In January 2018 Switzerland banned cooking lobsters by boiling them alive, amid growing scientific evidence that crustaceans are able to feel pain. A new paper argues the humane and ethical choice is to include lobsters, crabs and some other invertebrates in animal welfare legislation, and spare them unnecessary pain and suffering.
When killing a crustacean during food preparation or scientific testing, in the U.K. an individual is free to choose any number of methods, such as removing the claws from a live crab, cutting the eyestalks off shrimps, or boiling lobsters alive.
But whether these creatures experience pain, defined by animal welfare experts as an aversive sensation or feeling associated with actual or potential tissue damage, is difficult to prove conclusively.
Crustaceans do not react to pain in the way that most humans would understand it, but their responses to injury can include thrashing, shedding injured body parts or attempts to escape.
Dr Jonathan Birch of the Department of Philosophy, Logic and Scientific Method, says that the risk of crustaceans experiencing pain means that we should give them the benefit of any doubt when legislating in this area. “Unless you err on the side of caution, there is a risk the animal will experience unimaginable and terrible levels of suffering,” he says.
Animal welfare advocates argue that crustaceans should be stunned into a state of continuous unconsciousness before they are killed. ‘Humane’ methods include chilling them in cold water for twenty minutes or using a device to administer an electric shock.
Such methods can be more time consuming and costly than slaughtering mammals however; crustaceans have decentralised nervous systems and, unlike other animals, a single blow to the head does not cause death.
Critics of protecting crustaceans suggest that challenges make legislative protection impractical. These include an increased bureaucratic burden, and incentivising seafood producers to move their operations overseas.
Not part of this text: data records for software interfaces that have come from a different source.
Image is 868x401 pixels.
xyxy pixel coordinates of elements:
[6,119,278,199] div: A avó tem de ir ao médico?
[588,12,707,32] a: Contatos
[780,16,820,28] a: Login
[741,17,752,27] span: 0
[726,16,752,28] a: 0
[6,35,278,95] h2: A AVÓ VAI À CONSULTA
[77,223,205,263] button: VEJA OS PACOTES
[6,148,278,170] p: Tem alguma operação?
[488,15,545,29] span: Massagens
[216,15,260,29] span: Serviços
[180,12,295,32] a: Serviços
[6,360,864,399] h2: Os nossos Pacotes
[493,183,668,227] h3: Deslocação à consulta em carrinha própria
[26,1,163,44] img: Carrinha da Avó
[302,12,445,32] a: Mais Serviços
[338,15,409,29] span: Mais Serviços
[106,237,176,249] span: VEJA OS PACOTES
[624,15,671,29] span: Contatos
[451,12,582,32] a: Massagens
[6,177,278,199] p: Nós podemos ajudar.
Dr Birch rejects these arguments: “Resisting complexity is an argument against having any kind of legislation at all. Most people would accept that you need some kind of standards in all areas in which animals are used, including food production, and that they should be consistent.”
Similarly, Dr Birch finds the argument that improving standards in the U.K. will simply drive production to China or America, where welfare standards are less strict, is unconvincing.
“We shouldn’t get involved in a race to the bottom, and instead aspire to the highest animal welfare standards in the world. I think it’s something that consumers in this country actually want, and will pay more for if necessary.
“We are a nation of animal lovers, with a long history of protecting their welfare, so it’s sad we have fallen behind Germany, Australia, Switzerland,” Dr Birch adds.
As the U.K. government reviews animal welfare laws, Dr Birch is hopeful that the public will be convinced this issue deserves their support: “One of the problems with progress on animal welfare is that it often gets overshadowed by other things. But there is evidence of sentience in crustaceans, and that should be enough to offer them the same basic protections we grant other sentient animals.”